New York’s attorney general joins criminal inquiry into Trump Organization
By Danny Hakim, William K. Rashbaum and Ben Protess
NEW YORK – Donald Trump and his family came under increasing pressure from New York investigators after the attorney general’s office said Tuesday (18) it was working alongside the Manhattan district attorney in an ongoing criminal fraud investigation.
The two offices have been conducting parallel investigations for more than a year, although the inquiry by the office of New York’s attorney general, Letitia James, has been a civil one, meaning it could result in a lawsuit or fines. The Manhattan district attorney, Cyrus Vance, has been conducting a criminal investigation, which could result in charges.
The new development, first reported by CNN, was disclosed after the attorney general’s office wrote to the Trump Organization in recent days notifying it that information collected as part of the civil inquiry could now be used as part of a criminal investigation.
“We have informed the Trump Organization that our investigation into the organization is no longer purely civil in nature,” Fabien Levy, a spokesperson for James, said in a statement. “We are now actively investigating the Trump Organization in a criminal capacity, along with the Manhattan DA. We have no additional comment at this time.”
A lawyer for the Trump Organization did not immediately respond to a request for comment, although in the past, Trump, a Republican, has attacked both investigations as politically motivated fishing expeditions. Vance and James are both Democrats.
The long-running criminal investigation by the Manhattan district attorney has focused on an array of potential financial crimes at the Trump Organization, including tax- and bank-related fraud. In particular, the prosecutors are examining whether Trump’s company inflated the value of his properties to obtain favourable loans and lowered the values to reduce taxes.
For months, the district attorney’s office has focused on Trump’s long-serving chief financial officer, Allen Weisselberg, mounting an aggressive effort to gain his cooperation against Trump and the Trump Organization, according to people with knowledge of the matter. As part of that effort, the district attorney has subpoenaed records from Weisselberg’s bank and the private school in Manhattan that his grandchildren have attended.
It is unclear what role James’ office will play in that aspect of the investigation. In the collaboration, two assistant attorneys general from James’ office are joining the district attorney’s team, people with knowledge of the matter said.
But her office will not be conducting its own independent criminal investigation. She is continuing her civil inquiry, which focuses on some of the same strands as the district attorney’s sweeping criminal inquiry. Both offices have been investigating some of the same Trump properties, including his Seven Springs Estate in Westchester County.
As part of its inquiry, Vance’s office obtained eight years’ worth of Trump’s tax returns, among other financial records, but only after Trump aggressively fought the effort, resulting in a long-running legal battle that twice reached the U.S. Supreme Court.
A spokesperson for the district attorney’s office declined to comment.
Trump is also facing a criminal investigation in Georgia, where the district attorney in Fulton County is looking into his attempts to reverse the outcome of the presidential election in the state.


- Description of the task
Below are records to be reproduced exactly and in full.

============

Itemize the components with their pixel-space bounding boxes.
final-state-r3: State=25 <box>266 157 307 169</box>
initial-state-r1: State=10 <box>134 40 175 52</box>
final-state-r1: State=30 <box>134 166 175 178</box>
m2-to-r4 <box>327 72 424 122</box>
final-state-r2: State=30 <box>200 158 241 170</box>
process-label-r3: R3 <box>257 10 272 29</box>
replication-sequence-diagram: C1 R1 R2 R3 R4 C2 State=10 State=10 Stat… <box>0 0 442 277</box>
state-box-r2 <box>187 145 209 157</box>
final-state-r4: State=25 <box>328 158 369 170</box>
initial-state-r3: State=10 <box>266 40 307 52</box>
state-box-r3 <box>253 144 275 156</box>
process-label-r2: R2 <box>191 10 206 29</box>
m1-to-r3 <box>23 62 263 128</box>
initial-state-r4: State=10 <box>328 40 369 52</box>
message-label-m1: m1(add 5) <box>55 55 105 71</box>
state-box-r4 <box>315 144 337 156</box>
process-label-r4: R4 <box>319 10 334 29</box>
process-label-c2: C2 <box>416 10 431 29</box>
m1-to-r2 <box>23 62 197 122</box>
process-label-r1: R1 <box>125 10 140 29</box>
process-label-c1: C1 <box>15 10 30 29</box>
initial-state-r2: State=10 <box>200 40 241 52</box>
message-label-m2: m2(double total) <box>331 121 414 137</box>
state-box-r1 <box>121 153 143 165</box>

============

- Answer for this exercise
Itemize the components with their pixel-space bounding boxes.
final-state-r3: State=25 <box>266 157 307 169</box>
initial-state-r1: State=10 <box>134 40 175 52</box>
final-state-r1: State=30 <box>134 166 175 178</box>
m2-to-r4 <box>327 72 424 122</box>
final-state-r2: State=30 <box>200 158 241 170</box>
process-label-r3: R3 <box>257 10 272 29</box>
replication-sequence-diagram: C1 R1 R2 R3 R4 C2 State=10 State=10 Stat… <box>0 0 442 277</box>
state-box-r2 <box>187 145 209 157</box>
final-state-r4: State=25 <box>328 158 369 170</box>
initial-state-r3: State=10 <box>266 40 307 52</box>
state-box-r3 <box>253 144 275 156</box>
process-label-r2: R2 <box>191 10 206 29</box>
m1-to-r3 <box>23 62 263 128</box>
initial-state-r4: State=10 <box>328 40 369 52</box>
message-label-m1: m1(add 5) <box>55 55 105 71</box>
state-box-r4 <box>315 144 337 156</box>
process-label-r4: R4 <box>319 10 334 29</box>
process-label-c2: C2 <box>416 10 431 29</box>
m1-to-r2 <box>23 62 197 122</box>
process-label-r1: R1 <box>125 10 140 29</box>
process-label-c1: C1 <box>15 10 30 29</box>
initial-state-r2: State=10 <box>200 40 241 52</box>
message-label-m2: m2(double total) <box>331 121 414 137</box>
state-box-r1 <box>121 153 143 165</box>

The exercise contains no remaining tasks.